The Temptation of Other People’s Applause

This editorial by José Romero appeared in the July 2, 2025 edition of La Jornada, Mexico’s premier leftist daily newspaper.

In 2018, the people of Mexico spoke clearly. They said enough. Enough with the pretense, the pacts between elites, and a modernization that only benefited a few at the expense of the majority. That year marked the beginning of a process that sought not to administer what was inherited, but to dismantle it. The Fourth Transformation (4T) was not born as an agreement between elites, but as a democratic break with a regime that had normalized inequality, dependency, and privilege.

That mandate remains in force. The June 2024 victory was not a signal for moderation or for negotiations with the defeated. It was renewed popular support for furthering what remains pending: consolidating economic, energy, food, technological, and educational sovereignty; liberating knowledge trapped by private interests; and breaking with the technocratic inertia still present in several state institutions. The reform of the judiciary has already been achieved, and with it, one of the pillars of the old regime collapsed.

The Fourth Transformation was not an electoral accommodation. It was—and must continue to be—a break with the past. Those who don’t understand its power will end up betraying it.

However, despite enjoying renewed legitimacy, a legislative majority, and broad social support, some recent decisions seem to go in the opposite direction. Those who sabotaged the transformation are being reinstated from their columns, chairs, or boardrooms. Their presence in institutional spaces is being normalized as if they hadn’t fought this process from the beginning. In exchange for what? In the name of what supposed stability?

Transformative politics isn’t achieved by ceding ground. It’s not about closing doors, but about being clear about who’s pushing and who’s hindering. It’s time to strengthen those who have upheld this agenda, not pave the way for pretenders. We must invest in a new generation of civil servants, teachers, scientists, and intellectuals who embrace this transformation as their own, without needing to ask permission.

The executive branch today has legitimate and unprecedented power. It shouldn’t be ashamed of this. Some call it authoritarianism, but what they really fear is that, for the first time, a popular majority will use power to truly transform. We must not back down from that narrative. Firmly exercising a democratic mandate is not a dictatorship; it is, in fact, a historic responsibility.

Photo: Jay Watts

Governing from the left doesn’t mean preserving what exists, but rather transforming it. It’s not enough to occupy the government: power must be used to break the structures that sustain inequality. Sharing the course with those who have already derailed it is to derail the project. Transformation cannot be limited to words or symbolic gestures. It must be expressed in decisions that fundamentally change power relations.

The global context demands clarity. We face a geopolitical reconfiguration, a climate crisis, a technological war, and an energy transition that brook no hesitation. It is no longer valid to say that external conditions limit our action. Today, the State has the power and the helm. It must use them with a sovereign spirit.

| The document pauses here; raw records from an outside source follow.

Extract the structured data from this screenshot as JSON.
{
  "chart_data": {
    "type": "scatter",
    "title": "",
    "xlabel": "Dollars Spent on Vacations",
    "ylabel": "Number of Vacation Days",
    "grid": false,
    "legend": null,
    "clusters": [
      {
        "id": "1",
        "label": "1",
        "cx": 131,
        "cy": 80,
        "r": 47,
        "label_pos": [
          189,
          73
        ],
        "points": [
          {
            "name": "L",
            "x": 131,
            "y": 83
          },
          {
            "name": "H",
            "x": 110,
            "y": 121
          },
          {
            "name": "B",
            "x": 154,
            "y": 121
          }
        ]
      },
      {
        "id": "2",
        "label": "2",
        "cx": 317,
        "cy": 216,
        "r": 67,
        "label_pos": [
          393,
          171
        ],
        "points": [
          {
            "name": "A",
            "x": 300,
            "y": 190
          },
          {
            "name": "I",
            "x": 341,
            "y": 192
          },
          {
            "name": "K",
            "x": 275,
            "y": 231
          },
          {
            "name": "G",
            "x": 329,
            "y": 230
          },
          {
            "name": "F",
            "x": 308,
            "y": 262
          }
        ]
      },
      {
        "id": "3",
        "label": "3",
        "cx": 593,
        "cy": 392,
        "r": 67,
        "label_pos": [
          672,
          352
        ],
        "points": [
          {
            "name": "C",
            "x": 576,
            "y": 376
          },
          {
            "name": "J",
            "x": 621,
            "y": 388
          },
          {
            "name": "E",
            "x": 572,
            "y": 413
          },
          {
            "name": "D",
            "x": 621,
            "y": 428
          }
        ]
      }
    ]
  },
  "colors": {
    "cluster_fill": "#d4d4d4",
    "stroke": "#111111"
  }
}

Economically, the contradictions are evident. We talk about productive sovereignty, but we remain embedded in low-value global chains. Strategic projects—satellites, semiconductors, electric cars—are announced without sufficient technical or budgetary foundations.

Economically, the contradictions are evident. We talk about productive sovereignty, but we remain embedded in low-value global chains. Strategic projects—satellites, semiconductors, electric cars—are announced without sufficient technical or budgetary foundations. At the same time, national science often operates without any connection to industry or a clear development strategy. Universities conduct research, but they don’t produce transformation. There is no integration, no common project.

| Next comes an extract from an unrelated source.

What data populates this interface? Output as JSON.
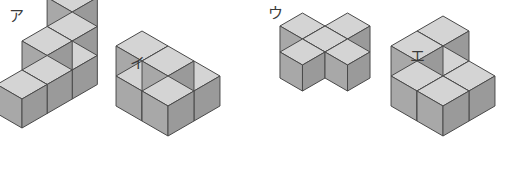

A transformative policy cannot repeat that logic. It’s not about having laboratories if there’s no industry to take advantage of them, nor about training doctors if they can’t contribute locally. Sovereignty isn’t decreed: it’s built by coordinating production, technology, and planning. It requires a State that guides and knowledge that connects with the territory. Everything else is simulation.

The root of the problem is the search for external recognition. The temptation to please everyone—international media, multilateral organizations, figures from the old model—leads to an ambiguity that doesn’t strengthen; it weakens. In this terrain, technocrats regroup, the defeated recycle, and the meaning of the project erodes.

Openness should not be confused with surrender, nor pluralism with concession. Transformation does not require editorial legitimacy or certificates of international good conduct. It is sustained by consistent work and loyalty to the people’s mandate.

Mexico doesn’t need gestures toward those who no longer represent anyone. It needs firm decisions, clear direction, and the will to exercise power without hesitation. Because even the most legitimate projects can be derailed if we lose sight of who the true adversaries are. And often they aren’t directly across the country, but within: in bureaucratic comfort, in feigned loyalties, in half-hearted decisions that weaken from within.

History gives no respite. It doesn’t forgive those who hesitate when it comes to making a decision. Today, the people are on the right side. And the only irreparable mistake would be to fear the depth of the change that has already begun.

The Fourth Transformation was not an electoral accommodation. It was—and must continue to be—a break with the past. Those who don’t understand its power will end up betraying it.

History is already moving. And it doesn’t wait for the undecided. It will only continue its course if there are those who support it firmly, clearly, and with the people at its center.